To most people, Gintama is a chaotic, comedic anime filled with toilet jokes, fourth-wall breaks, and absurd parodies of every anime under the sun. But to those who’ve stayed with it long enough, one truth becomes blindingly clear: Gintama is not just about jokes. It’s about pain, connection, growth, and healing. And no character embodies that more than Sakata Gintoki.
At first glance, Gintoki seems like a complete subversion of your typical Weekly Shonen Jump protagonist. He’s an adult, lazy, addicted to sweets, broke, and lacks any clear ambition. He’s not out to be the Pirate King or Hokage. There’s no grand goal.
But scratch beneath the surface, and you’ll realize something important: Gintoki is still every bit a shonen protagonist, just one who had already completed his "typical" arc before the series even started.

By the time we meet him at the start of the story, Gintoki has already been through the kind of story most shonen protagonists end with: a poor, lonely orphan with nothing becomes a feared warrior in a war to protect what he holds dear, only to be forced to kill the very person who gave his life meaning.
He loses everything and everyone, including his mentor, his purpose, and his friends. And when we meet him, his character is just wandering, soul broken, masking his pain behind sarcasm and sugar. But the story isn’t done. His real story, the Gintama story, is one of redemption, healing, and rebuilding.
Gintoki was once a monster in Gintama

Before Shoyo, Gintoki was a literal demon. He was a corpse-eating child scavenging battlefields to survive. Alone. Dehumanized. The “White Yaksha” we later hear legends of wasn’t a hero; it was a warning. And then Shoyo came.
Yoshida Shoyo gave Gintoki his humanity. In Gintama, he didn’t just teach him how to wield a sword, but rather, he taught him how to live. Shoyo gave him purpose, love, friendship, and values. In Gintama, he was Gintoki’s light, and when he was taken away, it wasn’t just a loss. It was shattering.
Because Gintoki’s biggest failure is that he was forced to kill the person he loved most in the world, all to protect the others he held dear. It was a sacrifice that should have honored Shoyo’s teachings. But instead, it broke everything.
Takasugi couldn’t forgive him. Katsura drifted away. The students scattered. And Gintoki, despite doing the “right” thing, was left alone again. The White Yaksha returned, but this time not as a warrior, but as a wandering corpse.
Internalizing grief, quietly saving others

Unlike Takasugi, who externalized his pain into destruction, Gintoki turned it inward.

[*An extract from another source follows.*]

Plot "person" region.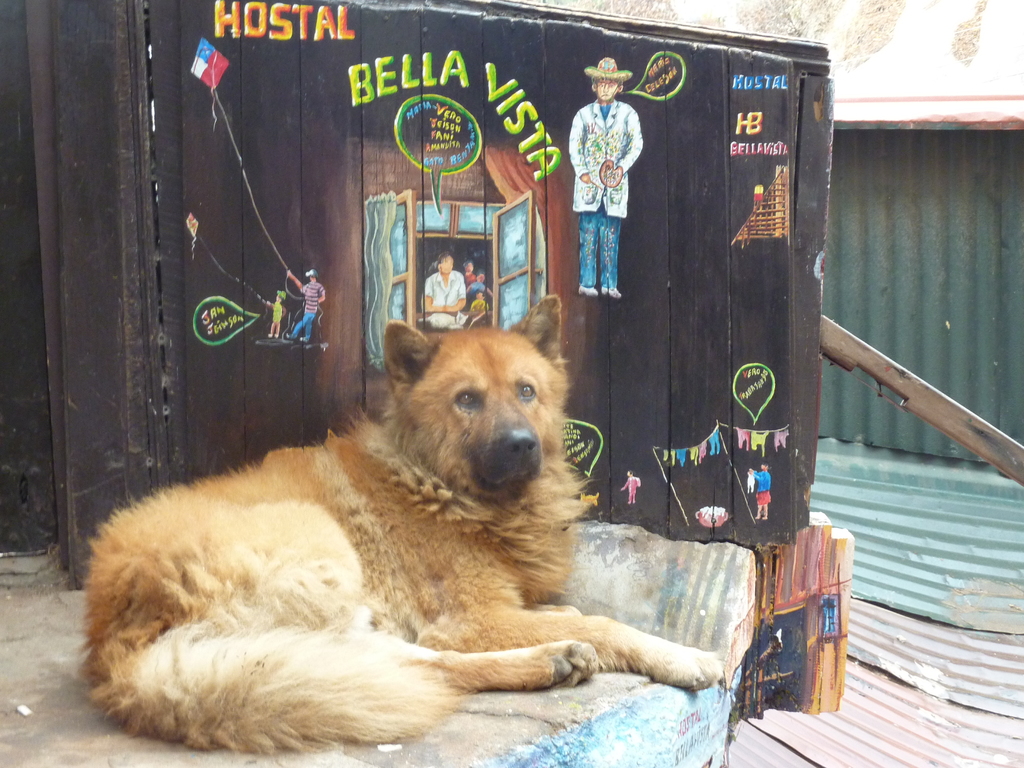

He never sought revenge. He never blamed the world. But he also never forgave himself. Yet when given a chance to die to save someone else, he offered his life willingly. And when he wasn’t executed, he wandered aimlessly into a graveyard, back to where he started: alone among the dead.
It’s here he meets Otose. A woman who also knew loss, as she was a widow. And when she shares her food offering with him, she unknowingly throws him a lifeline, not just from starvation, but from despair.
That small act of kindness saves his soul. It’s why he can never pay his rent. Not because he’s broke (well, he is), but because he owes her everything. She gave him something priceless: a second chance at life. And from that point on, Gintoki begins to live again, not for himself, but for others.
Shinpachi and Kagura: The kids he chose

Perhaps nothing highlights Gintoki’s humanity in Gintama more than his bond with Shinpachi and Kagura. They’re not just his co-workers or friends. They’re his family.
He mentors Shinpachi with snark and sarcasm, but the wisdom behind his words is undeniable. He gives Kagura a home, a routine, and a parent figure when she had none. He may act like an irresponsible guardian, but he never fails to protect them. Moreover, he becomes Shoyo to them, the very mentor he lost.
Utsuro: The final mirror of despair

In Gintama, Utsuro was the ultimate antagonist and the perfect mirror to Gintoki. He is what Gintoki could have become. A man cursed with immortality, who lost everyone he ever loved.
Utsuro wants to destroy the world because he no longer believes joy exists. He envies Shoyo because Shoyo, despite everything, found happiness in others. And so Utsuro targets Gintoki.
Because if Gintoki, who lost so much and suffered so deeply, still believes in connection, then Utsuro’s entire philosophy falls apart. But Gintoki doesn’t fight alone. And that’s the difference. Utsuro may have split his soul a hundred times, but he was still alone. Gintoki never split his soul. He shared it with everyone he loved.